===== DATA FOR THE TASK =====

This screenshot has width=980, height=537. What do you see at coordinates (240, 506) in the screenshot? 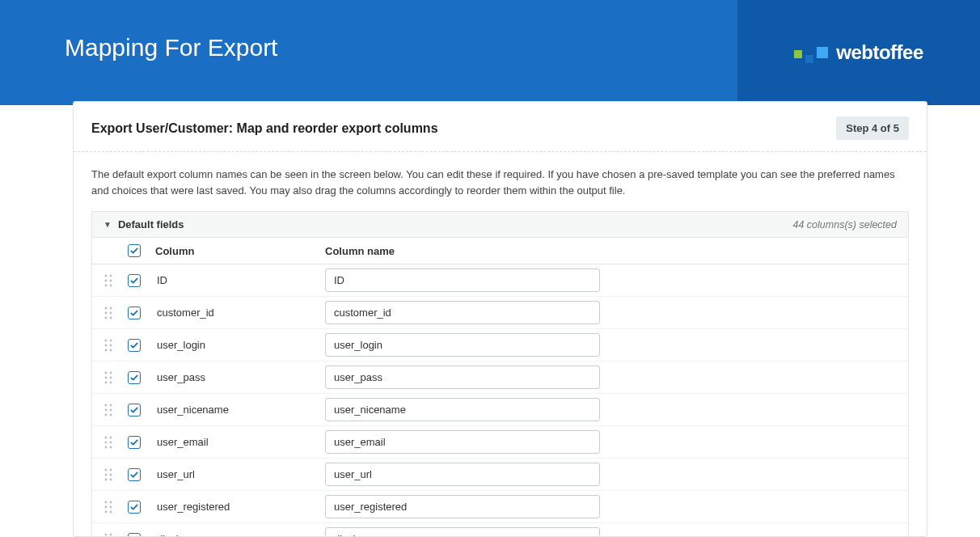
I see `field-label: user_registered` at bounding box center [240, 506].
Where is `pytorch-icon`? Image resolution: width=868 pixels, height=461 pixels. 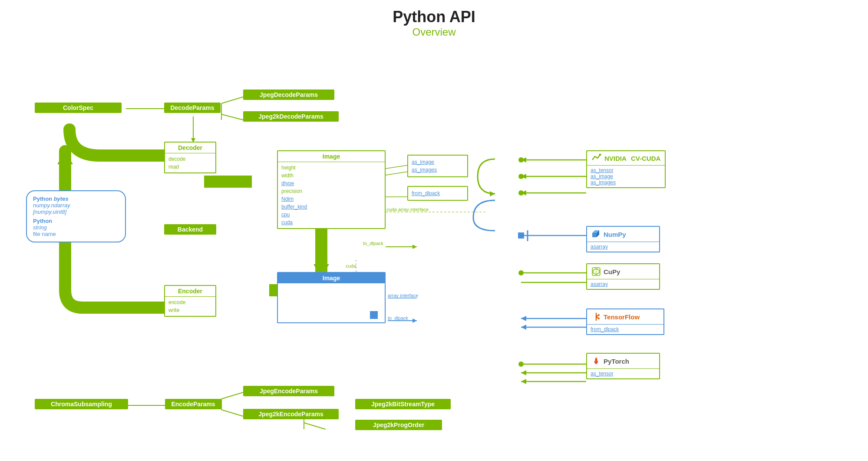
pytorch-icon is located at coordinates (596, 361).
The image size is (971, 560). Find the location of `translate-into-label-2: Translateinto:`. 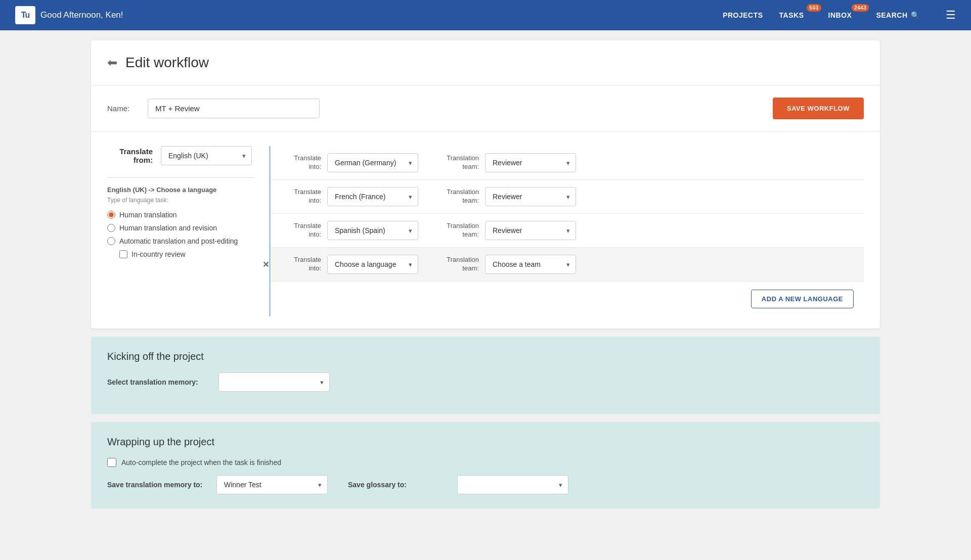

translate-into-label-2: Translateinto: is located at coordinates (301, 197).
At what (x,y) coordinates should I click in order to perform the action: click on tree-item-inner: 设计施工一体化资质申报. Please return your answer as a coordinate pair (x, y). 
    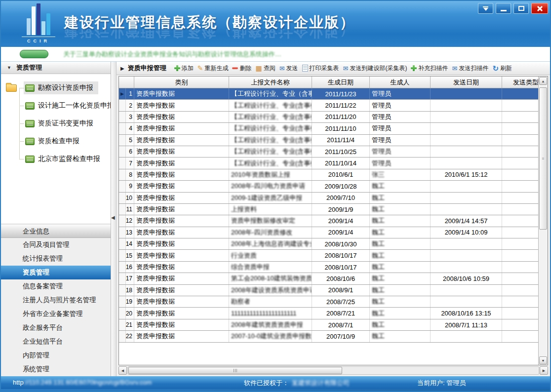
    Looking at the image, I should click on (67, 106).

=====

§ **ABOUT THIS EXERCISE**
Return nothing except the lines from the line with "The image size" through the last line of the records above, copied exactly and without pictures.

§ **SOLUTION**
The image size is (971, 560). Find the location of `translate-into-label-2: Translateinto:`. 

translate-into-label-2: Translateinto: is located at coordinates (301, 197).
At what (x,y) coordinates should I click in order to perform the action: click on tree-item-inner: 设计施工一体化资质申报. Please return your answer as a coordinate pair (x, y). 
    Looking at the image, I should click on (67, 106).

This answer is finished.